If you think a private industry consortium will.have more your interests at heart than your own democratically elected government... boy, do I have a bridge to sell you.

Also, if you're realy that gullible and still somehow old enough to have learned how to read, you deserve whatever comes your way from a dysfunctional government or industry.

Comment Re: Welcome! (Score 1) 166

I owned a sim card until run recently that had bought sometime around 2009, and that had a fake name. And I didn't go out of my way to buy it, I just ordered it and supplied a fake name when they asked for it.

I also activated several short-time sim cards whule on holiday 2010-ish, also with fake names.

So... nope. Not 1998.

Comment Re: Probably not as useful. (Score 1) 103

The capacity peak isn't at 25 mph, it's somewhere aroubd 70.

This is because the metric for "capacity" is not how densely you can pack the cars together, it is how many cars can you get across a unit of distance in a given time. And a parking lot full of cars is going nowhere, so it's "traffic capacity" metric is very, very low.

Comment Re: Probably not as useful. (Score 1) 103

That's just a first order approximation.

The closer the highway gets to "full" capacity (or even overcapacity), effects like "dawdling around" and the resulting oscillations in flow play an increasingly important role. And this already happens when essentially all drivers are at "moderate speeds", albeit slightly different ones.

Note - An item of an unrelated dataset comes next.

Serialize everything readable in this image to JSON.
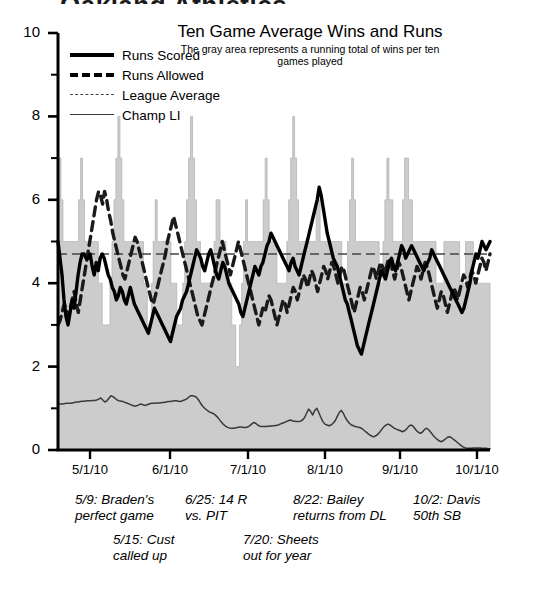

Stuff just eventually breaks, even without assholes, once you approach full capacity. (Speeding assholes wouldn't even exist on a too crowded highway - therr simply isn't anywhere to go when everything is full. This is true even for German "autobahns", where speed limits are often nonexistent. You can rest assured it's even more trurle in the US.)

I'm.guessing one solution would be orchestrated, fully automated vehicle control. There the low latency would pretty much eliminate dawdling, in addition to increasing capacity by packing cars closer together (you don't need as much safety distance when you can reliably exclude requiring the "moment of shock", and brakes are veing applied at millisecond accuracy by a system that knows that 10 cars ahead of you someone needs to break right now.)

But this is way, waaay beyond just sensoring up the higway and dynamically adjusting speed limits.

Comment Probably not as useful. (Score 5, Interesting) 103

Some states in Europe, e.g. Germany, have been doing similar things for decades.

It does improve flow, ultimately difficult to say by how much. But it's not magic. Probably coupled with a ruthless and stupidly expensive camera based speeding system (i.e. $100 for every 1 mph above the designated flow speed) might work, but otherwise the bottleneck will be slight speeding. It will return laminar flow to oscillatory flow (break & accelerate), then to stop & go pretty soon.

A full highway is a full highway, there's little in the way of magic or capacity to remedy that.